Thursday, 2 February 2012

Journos go prospecting for insights on the Rinefax

If you ever wanted proof of the continued relevance of the mainstream media, the acquisition of 12 percent of Fairfax Media's shares by mining magnate Gina Rinehart should convince you. There seems little doubt that Rinehart's move is motivated by a desire to influence government policy by working on the opinions of people living in the big cities of Australia's south-east. Fairfax operates two broadsheets here, the Sydney Morning Herald and Melbourne's The Age, among a large number of other media properties.

Since the announcement of the share buy yesterday, these newspapers have published several analyses. You only have to watch the video, featuring the Herald's senior business columnist Adele Ferguson, to get the gist. "There's a lot going on in terms of the mining tax, and the carbon tax," says Ferguson. "And she wants to make sure, given she owns some of the biggest iron ore tenements, that nothing goes wrong in that space."

She goes on to talk about Rinehart's low opinion of journalists, who in Rinehart's mind are "very left-wing", according to Ferguson. "There are a few journalists who she really respects, one of whom is Andrew Bolt," says Ferguson. "Another one is Alan Jones. They are the two people that stand out for her. Just about everybody else, she thinks, are too left-wing and really don't understand the need to push mining forward and give it tax breaks."

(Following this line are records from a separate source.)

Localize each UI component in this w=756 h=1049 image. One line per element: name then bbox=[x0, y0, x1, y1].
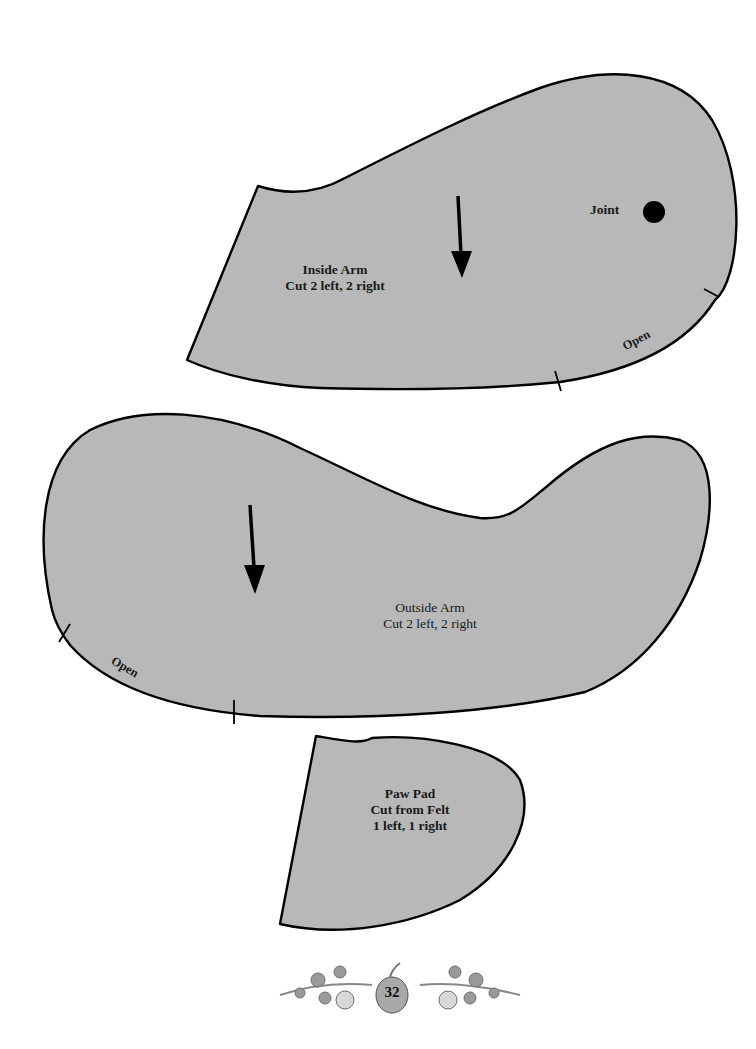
inside-arm-instruction: Cut 2 left, 2 right bbox=[270, 278, 400, 294]
inside-arm-piece bbox=[187, 74, 736, 391]
paw-pad-instruction-1: Cut from Felt bbox=[350, 802, 470, 818]
outside-arm-outline bbox=[44, 414, 710, 717]
outside-arm-piece bbox=[44, 414, 710, 724]
inside-arm-label: Inside Arm Cut 2 left, 2 right bbox=[270, 262, 400, 294]
outside-arm-label: Outside Arm Cut 2 left, 2 right bbox=[365, 600, 495, 632]
paw-pad-label: Paw Pad Cut from Felt 1 left, 1 right bbox=[350, 786, 470, 834]
outside-arm-title: Outside Arm bbox=[365, 600, 495, 616]
paw-pad-title: Paw Pad bbox=[350, 786, 470, 802]
pattern-page: Inside Arm Cut 2 left, 2 right Joint Ope… bbox=[0, 0, 756, 1049]
inside-arm-title: Inside Arm bbox=[270, 262, 400, 278]
page-number: 32 bbox=[377, 984, 407, 1001]
joint-label: Joint bbox=[590, 202, 634, 218]
paw-pad-instruction-2: 1 left, 1 right bbox=[350, 818, 470, 834]
inside-arm-outline bbox=[187, 74, 736, 389]
outside-arm-instruction: Cut 2 left, 2 right bbox=[365, 616, 495, 632]
joint-marker-icon bbox=[643, 201, 665, 223]
pattern-pieces-canvas bbox=[0, 0, 756, 1049]
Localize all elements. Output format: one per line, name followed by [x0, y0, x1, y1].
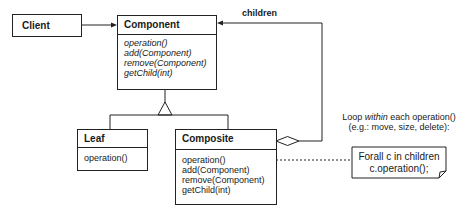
leaf-class-box: Leaf operation()	[77, 129, 148, 171]
client-class-name: Client	[13, 15, 81, 31]
component-method: operation()	[124, 38, 216, 48]
composite-method: getChild(int)	[182, 185, 276, 195]
loop-annotation-line1: Loop within each operation()	[339, 112, 459, 122]
leaf-method: operation()	[84, 153, 147, 163]
children-label: children	[242, 8, 277, 18]
loop-annotation-line2: (e.g.: move, size, delete):	[339, 122, 459, 132]
note-line2: c.operation();	[352, 163, 446, 175]
annotation-prefix: Loop	[342, 112, 365, 122]
note-text: Forall c in children c.operation();	[352, 151, 446, 175]
client-class-box: Client	[12, 14, 82, 37]
component-method: getChild(int)	[124, 68, 216, 78]
composite-method: remove(Component)	[182, 175, 276, 185]
children-association-line	[220, 23, 322, 141]
composite-class-box: Composite operation() add(Component) rem…	[175, 129, 277, 205]
composite-class-name: Composite	[176, 130, 276, 150]
inheritance-triangle-icon	[158, 102, 172, 115]
component-class-box: Component operation() add(Component) rem…	[117, 15, 217, 90]
composite-method: add(Component)	[182, 165, 276, 175]
note-line1: Forall c in children	[352, 151, 446, 163]
annotation-suffix: each operation()	[388, 112, 456, 122]
annotation-emphasis: within	[365, 112, 388, 122]
leaf-class-name: Leaf	[78, 130, 147, 148]
aggregation-diamond-icon	[276, 137, 299, 146]
composite-method: operation()	[182, 155, 276, 165]
component-method: add(Component)	[124, 48, 216, 58]
leaf-methods: operation()	[78, 148, 147, 163]
composite-methods: operation() add(Component) remove(Compon…	[176, 150, 276, 195]
component-method: remove(Component)	[124, 58, 216, 68]
component-class-name: Component	[118, 16, 216, 35]
component-methods: operation() add(Component) remove(Compon…	[118, 35, 216, 78]
loop-annotation: Loop within each operation() (e.g.: move…	[339, 112, 459, 132]
children-arrowhead-icon	[217, 21, 223, 26]
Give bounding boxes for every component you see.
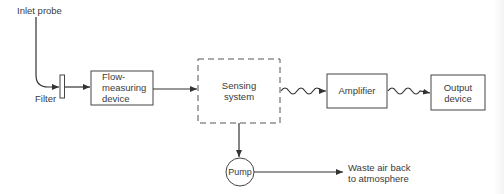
pump-label: Pump [226,167,254,178]
amplifier-label: Amplifier [327,85,387,96]
inlet-probe-label: Inlet probe [17,5,62,16]
filter-label: Filter [35,93,56,104]
inlet-probe-line [36,17,59,87]
amplifier-to-output-signal [388,88,430,94]
filter-element [60,75,65,98]
sensing-to-amplifier-signal [281,88,326,94]
waste-air-label: Waste air back to atmosphere [348,162,410,184]
page-edge-shadow [494,0,504,194]
sensing-system-label: Sensing system [200,80,278,102]
output-device-label: Output device [431,82,485,104]
flow-measuring-device-label: Flow- measuring device [102,71,146,104]
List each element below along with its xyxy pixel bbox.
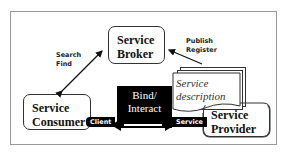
arrows-layer bbox=[0, 0, 290, 158]
publish-register-arrow bbox=[169, 50, 202, 64]
bind-interact-arrow bbox=[111, 119, 175, 131]
search-find-arrow bbox=[62, 51, 102, 91]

In The Age we have a piece by Clive Hamilton, a professor of public ethics at Charles Sturt University in Canberra who stood as a candidate for the Greens in a byelection in the federal seat of Higgins in 2009. Hamilton is equally blunt, saying that "If Gina Rinehart succeeds in getting a controlling interest in Fairfax Media ... the nation's political landscape will be changed." He goes on to list a slew of Rinehart's eminently regrettable policy foibles that reflect views evidently of long duration, since she "dropped out of the University of Sydney claiming the lecturers were communists". Hamilton gives us the names of those she trusts, and they echo ones included by Ferguson: Andrew Bolt and Alan Jones and Ray Hadley and Christopher Monckton and Ian Plimer and Hugh Morgan.
Hugh Morgan is prominent in [a lobby group Rinehart created, Australians for Northern Development and Economic Vision]. Morgan used to run Western Mining Corporation, but his enduring legacy is a series of right-wing groups he established or supported, including the H.R. Nicholls Society, which is dedicated to attacking trade unionism and expanding the power of employers.
Since taking a stake in Channel Ten, Rinehart has promoted a TV show for Andrew Bolt and she helped fund Monckton's Australian tour last year. She has used her money to advance her ideological interests and policy preferences. There is no reason why we should imagine that she will not try to do the same in the case of Fairfax.

But investigative journalist Paul Barry says that such fears are at least premature. He was interviewed on the radio by Eleanor Hall for the ABC's The World Today:
She'll definitely get a board position if she has 15 per cent. Whether that will allow her to dictate the policies of the paper I very much doubt, because it's not enough to control the paper. It's got a tradition of independence. It's got a very antsy staff, basically, and I think that she'll find that 15 per cent doesn't buy her what she's after.
...
She may think 15 per cent is going to buy her all the influence she wants; I would doubt that.